Inside Grady, veteran construction teacher Steinrich Adams prepared to begin his sixth period drafting class. His students, all freshman, slid into their seats and shouted over music playing from the class computer. Hundreds of hand drawn floorplans were piled up on the tables and tacked up on the walls.
“Guys, guys,” said Adams, calling the class to attention. Out of his 25 students, 14 have a learning disability. Most days they draw detailed construction measurements and trace complicated floorplans on large sheets of paper, but Adams said it can be intense and frustrating for some students. So today, he has a different plan: origami cranes.
“Even the kids struggling here, they’ll get a chance to build their confidence,” Adams said. He uses origami to help his students relax as they practice measurements.
When Adams, originally from Trinidad and Tobago, started teaching construction at Grady 25 years ago, there was a stand-alone trade shop for students with disabilities. Now, students are integrated in the classroom, and Adams, similar to Santiago, tries to give each student individualized support. In drafting class, it might be graph paper instead of plain paper for an assignment to draw a floor plan.

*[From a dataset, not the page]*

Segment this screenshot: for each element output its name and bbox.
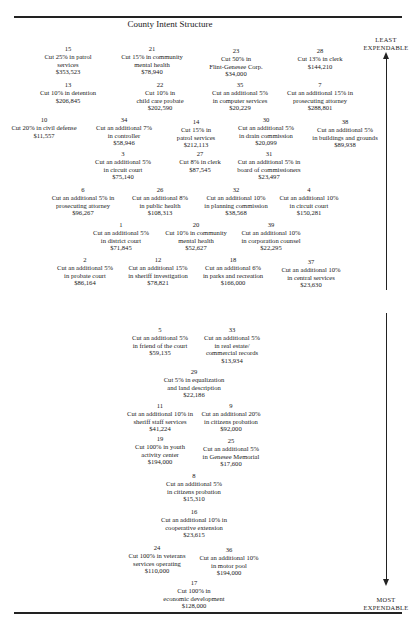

Downstairs in Adams’ senior construction class, the bell rang, but his students ignored it, hard at work laying the foundation for the two studio apartments they were building. The class has 11 students, three of whom have learning disabilities.

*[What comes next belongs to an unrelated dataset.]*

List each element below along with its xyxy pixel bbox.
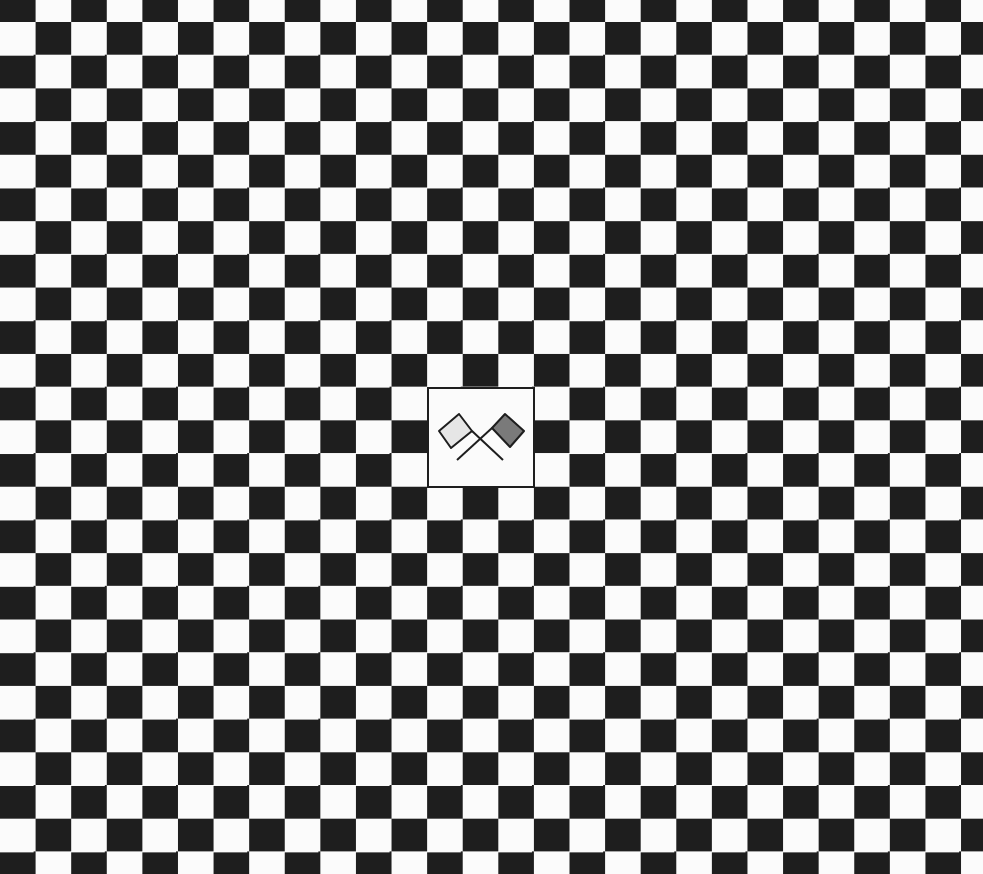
center-emblem-tile: [427, 387, 535, 488]
right-flag-icon: [492, 414, 524, 447]
left-flag-icon: [439, 414, 472, 448]
crossed-racing-flags-icon: [429, 389, 533, 486]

“You all want to continue,” Adams shouted over the hammering and electric saw. The second bell was about to ring, but the boys didn’t want to stop. “A lot of these kids don’t have much reinforcement of success,” said Adams. “In an environment like this, they can see something tangible.”
This year, Adams secured six spots for his graduating seniors to join construction unions, from long standing relationships between Grady and 18 different unions. The students still have to pass exams and trainings, but if they make it in, they’ll have job security and a head start in the workforce.
There are several contradictions at Grady. The school’s demographics don’t match the district. It’s big enough to hold 2,000 students, but it’s currently filled with just over 400. The school’s large auditorium is rarely used, while the corner of the third floor has been converted into a therapy wing for its students who need one-on-one or group counseling. The kitchen, fresh off a $1.2 million remodel isn’t yet training chefs.
Yet, despite over a decade of challenges, Montalbano, Santiago, and the teachers at Grady stand steadfast by their school. “It’s a crown jewel that not too many people know about,” said Santiago. “Grady is perfect because it addresses every learning dynamic a kid has. Teachers here have a level of patience you don’t find at most schools.”